The Activist Investor Blog
The Activist Investor Blog
Why Does Carl Icahn Bother with Nonbinding Proposals?
Who caught Carl Icahn’s latest project, at eBay? He plans to nominate two director candidates, and wants it to spin PayPal into a separate company.
He has also agitated for at least $50 billion in share repurchases in 2014 at Apple (see proposal 10, p. 62 of this year’s proxy statement).
What connects these two? He submitted non-binding (precatory) shareholder resolutions on these subjects. He proposed the same types of resolutions that individuals, labor pension funds, and socially conscious institutions propose. At Apple, investors will also vote on resolutions concerning human rights, sustainability, proxy access, and data confidentiality, things that investors routinely ignore (as they should), along side Icahn’s proposal. Why would he get mixed up with this stuff?
Icahn has not talked about his methods. He may do this, though, because starting this year, shareholder proposals can pressure corporations in new ways. BoDs must respond to winning shareholder proposals, or face the likely prospect of more serious opposition in subsequent years.
Relational Leads the Way
Icahn probably studied what happened at Timken in 2013. Relational Investors and CalSTRS wanted Timken to spin off its steel business, and submitted a non-binding proposal (see Item 6. on p. 48) for shareholder vote at the 2013 annual meeting. The proposal won 53% of the vote.
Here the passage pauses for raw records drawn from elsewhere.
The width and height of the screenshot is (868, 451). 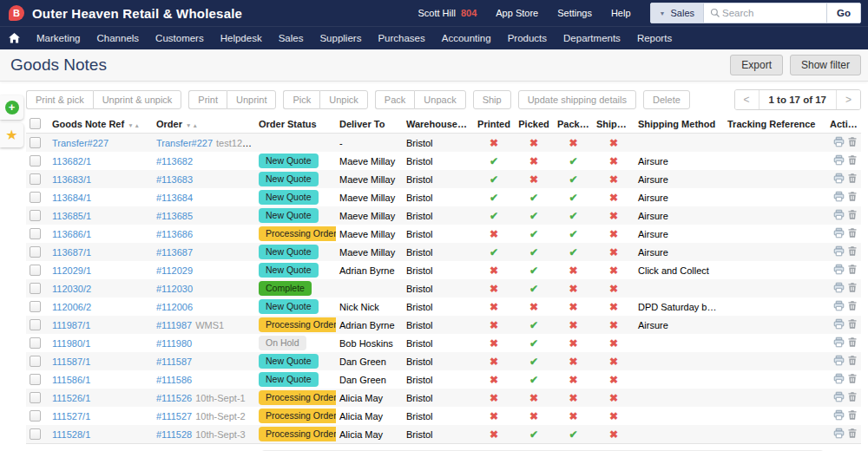 I want to click on nav-item-suppliers: Suppliers, so click(x=340, y=38).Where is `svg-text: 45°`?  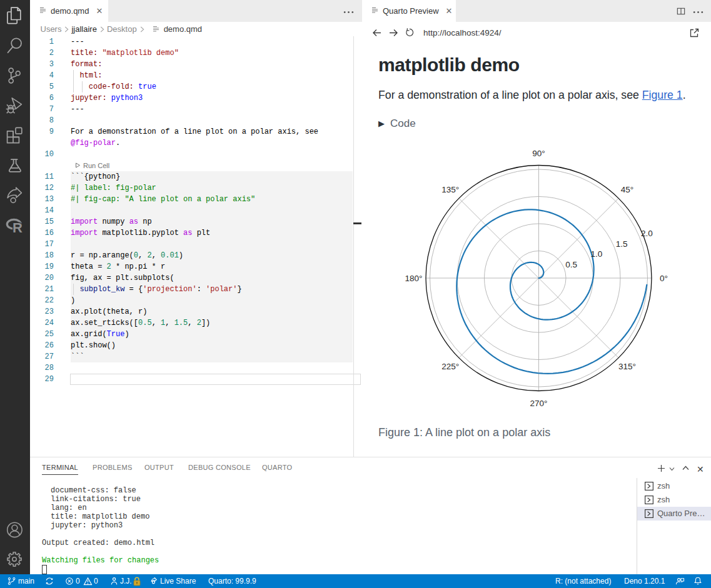
svg-text: 45° is located at coordinates (627, 190).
The BoD would typically ignore such a proposal, even one that attracts a majority of votes. The resolution recommends the BoD merely “engage an investment banking firm” to explore the spinoff, and the proposal won by only a relatively narrow margin. The company had no obligation to treat it any different than a social, environmental, or governance resolution.
Yet, listen Timken did. A mere four months later, they announced the spinoff, with even a slight nod to “shareholder input.” Why?
BoD Risks Rejection
A BoD that ignores investors should indeed face consequences. Of course, shareholders could oppose that BoD at the next annual meeting. Yet, it would take a concerted effort to muster enough opposing votes in a contested election to get BoD attention.
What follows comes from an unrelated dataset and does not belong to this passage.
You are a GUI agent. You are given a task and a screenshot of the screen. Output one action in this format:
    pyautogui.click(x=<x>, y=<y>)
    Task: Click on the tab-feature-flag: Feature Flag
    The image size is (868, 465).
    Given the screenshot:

Until last year. Then, ISS changed its policies about directors that ignore shareholder proposals. Previously, it would oppose directors who ignored proposals that won a majority of shares outstanding. At that level, few shareholder proposals would earn ISS opposition. Starting in 2014, ISS will oppose directors who ignore proposals that win a majority of shares voting - a lower threshold.
It mattered at Timken. The spinoff resolution earned votes equal to 46% of shares outstanding, but 53% of shares voting. Had the BoD ignored it, ISS would have certainly opposed the BoD the next year. And with Relational and CalSTRS around, investors would have a superb slate of director candidates to consider.
Thus, a BoD that ignores a winning resolution will face concerted opposition from ISS (and possibly Glass Lewis), not just from a few angry investors.
Back to Apple and eBay
Carl Icahn undoubtedly saw what happened at Timken. He must figure:
❖A shareholder proposal costs nothing to submit and promote
❖A well-structured proposal has at least a reasonable chance of winning a majority of votes cast at the annual meeting
❖If the BoD ignores a winning proposal, next year Icahn could nominate BoD candidates that have an even better chance of winning.
But, he doesn’t want BoD seats, he wants the share repurchase at Apple, and the PayPal spinoff at eBay. The threat of running against Carl Icahn’s candidates next year, whom ISS will most likely support, should worry Apple and eBay directors. No wonder Apple CEO Tim Cook has met twice with 4% shareholder Icahn.
So, Carl Icahn has probably studied Timken. Apple and eBay should, too.